Arduino has always covered their bets when it comes to the low-powered wireless standards wars, announcing MKR boards supporting Sigfox, NB-IoT, and LoRaWAN, all three of the main competing standards. So it’s unclear whether last week’s announcement of a LoRaWAN gateway shows which way the Arduino team’s support is now leaning, or whether it’s just bowing to reality. Of the three competing standards, LoRa is the only one that is open. It’s the only one where building, and running, your own gateway is possible.

Somewhat intriguingly however, the Arduino Pro Gateway for LoRa is a departure for Arduino. Because the gateway isn’t an Arduino at all. Instead, it’s a Raspberry Pi.

Based around an Embit EMB-LR1301 mini-PCI Express module using the Semtech SX1301 chipset, Arduino’s gateway is actually a Raspberry Pi HAT hosted by a Raspberry Pi 3 Model B+ inside an aluminium enclosure.

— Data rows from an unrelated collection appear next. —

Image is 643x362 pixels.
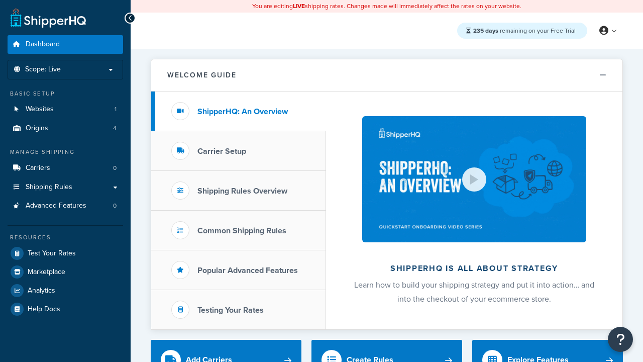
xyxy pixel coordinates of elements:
[113,164,117,172] span: 0
[8,148,123,156] div: Manage Shipping
[8,196,123,215] li: Advanced Features
[197,147,246,156] h3: Carrier Setup
[8,119,123,138] a: Origins4
[113,201,117,210] span: 0
[197,266,298,275] h3: Popular Advanced Features
[608,327,633,352] button: Open Resource Center
[8,281,123,299] a: Analytics
[26,124,48,133] span: Origins
[197,305,264,315] h3: Testing Your Rates
[197,186,287,195] h3: Shipping Rules Overview
[353,264,596,273] h2: ShipperHQ is all about strategy
[151,59,623,91] button: Welcome Guide
[197,226,286,235] h3: Common Shipping Rules
[8,263,123,281] a: Marketplace
[362,116,586,242] img: ShipperHQ is all about strategy
[354,279,594,304] span: Learn how to build your shipping strategy and put it into action… and into the checkout of your e...
[8,159,123,177] a: Carriers0
[8,35,123,54] a: Dashboard
[8,196,123,215] a: Advanced Features0
[28,268,65,276] span: Marketplace
[28,249,76,258] span: Test Your Rates
[28,305,60,314] span: Help Docs
[113,124,117,133] span: 4
[8,100,123,119] li: Websites
[25,65,61,74] span: Scope: Live
[197,107,288,116] h3: ShipperHQ: An Overview
[8,233,123,242] div: Resources
[8,300,123,318] a: Help Docs
[8,89,123,98] div: Basic Setup
[26,164,50,172] span: Carriers
[28,286,55,295] span: Analytics
[293,2,305,11] b: LIVE
[167,71,237,79] h2: Welcome Guide
[473,26,498,35] strong: 235 days
[8,178,123,196] a: Shipping Rules
[26,105,54,114] span: Websites
[8,159,123,177] li: Carriers
[115,105,117,114] span: 1
[8,100,123,119] a: Websites1
[8,119,123,138] li: Origins
[26,183,72,191] span: Shipping Rules
[473,26,576,35] span: remaining on your Free Trial
[8,244,123,262] a: Test Your Rates
[26,40,60,49] span: Dashboard
[26,201,86,210] span: Advanced Features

Interestingly, despite the dominance of The Things Network, and the openness of their new V3 stack which you would have thought would be a factor for them, Arduino has chosen to roll their own stack. The gateway comes pre-installed with a forwarder supporting a network server, provided by A2A Smart City, that is running on Arduino’s own Arduino Create platform.

However, given the global coverage that The Things Network has already built, you have to wonder whether Arduino will be entering into private-public, or even a public-public, peering agreement with them to extend the coverage of their new LoRa network.

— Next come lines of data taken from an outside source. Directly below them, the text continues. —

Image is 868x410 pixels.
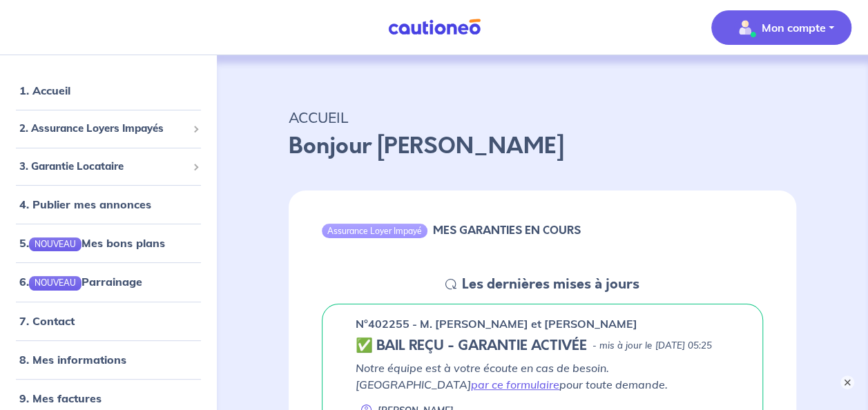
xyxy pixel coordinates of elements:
[20,159,187,175] span: 3. Garantie Locataire
[288,129,796,163] p: Bonjour [PERSON_NAME]
[840,375,854,389] button: ×
[355,338,729,354] div: state: CONTRACT-VALIDATED, Context: ,MAYBE-CERTIFICATE,,LESSOR-DOCUMENTS,IS-ODEALIM
[6,116,211,142] div: 2. Assurance Loyers Impayés
[6,153,211,180] div: 3. Garantie Locataire
[6,229,211,257] div: 5.NOUVEAUMes bons plans
[355,315,637,332] p: n°402255 - M. [PERSON_NAME] et [PERSON_NAME]
[288,105,796,129] p: ACCUEIL
[20,197,151,211] a: 4. Publier mes annonces
[592,339,711,352] p: - mis à jour le [DATE] 05:25
[462,276,640,292] h5: Les dernières mises à jours
[20,120,187,136] span: 2. Assurance Loyers Impayés
[382,19,486,36] img: Cautioneo
[433,223,581,237] h6: MES GARANTIES EN COURS
[20,274,142,288] a: 6.NOUVEAUParrainage
[20,84,70,97] a: 1. Accueil
[734,17,756,39] img: illu_account_valid_menu.svg
[6,191,211,218] div: 4. Publier mes annonces
[20,236,165,250] a: 5.NOUVEAUMes bons plans
[6,346,211,373] div: 8. Mes informations
[20,314,75,328] a: 7. Contact
[322,223,428,237] div: Assurance Loyer Impayé
[6,77,211,104] div: 1. Accueil
[20,352,126,366] a: 8. Mes informations
[6,268,211,295] div: 6.NOUVEAUParrainage
[761,19,826,36] p: Mon compte
[6,307,211,335] div: 7. Contact
[355,338,587,354] h5: ✅ BAIL REÇU - GARANTIE ACTIVÉE
[711,10,851,45] button: illu_account_valid_menu.svgMon compte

Although the Arduino Pro Gateway ships with a Raspberry Pi according to Massimo Banzi, who announced the gateway last week, you should be able to “…set it up with any single-board ARM-based computer.”

Despite this caveat, it seems clear that, at least right at the moment, the Raspberry Pi is finding yet another niche as the board that most people seem to be using to host their gateways.

Because we’ve seen others using the Raspberry Pi in the same fashion in the past. While doing so was fairly involved a couple of years back, things have become a lot simpler since the arrival of the RAK WirelessRAK833 module.

We’ve now seen several builds make use of the new RAK hardware which, like the Embit EMB-LR1301 board chosen by Arduino for their gateway, ships as a mini-PCI Express module and is also based around Semtech’s SX1301 chipset. Last month, for instance, Pi Supply announced a range of LoRa boards with a Kickstarter campaign, including a RAK833-based Raspberry Pi HAT to serve as a gateway.

So while The Things Network gateway—which retails at €200, or just twenty percent of the cost of the cheapest available off the shelf gateway models before it shipped—is rather hard to get hold of right now, it’s listed as discontinued by RS Components, and is out of stock at Farnell. A maturing hardware base means you no longer have to try and pick up one of the few units still out in the wild, if you don’t want to roll your own gateway.

The European version of the Arduino Pro Gateway for LoRa, operating at 868 MHz, is now available for pre-order on the European version of Arduino Store and costs €350.00 plus tax and shipping, and the first pre-orders for EU units should begin shipping in mid-January 2019. Although an American version of the gateway, which operates at 915 MHz, isn’t available it should be coming to the US Store soon.

The PiSupply IoT LoRa Gateway HAT for Raspberry Pi is shipping now to beta testers for review, with production hardware predicted to be going out to Kickstarter backers in February or March next year. It costs £108.32 plus tax and shipping—although that doesn’t get you the Raspberry Pi, enclosure, and power supply included with the Arduino gateway—with both EU and US versions of the HAT available to pre-order this week, with hardware shipping just as soon PiSupply’s Kickstarter backers have their orders fulfilled.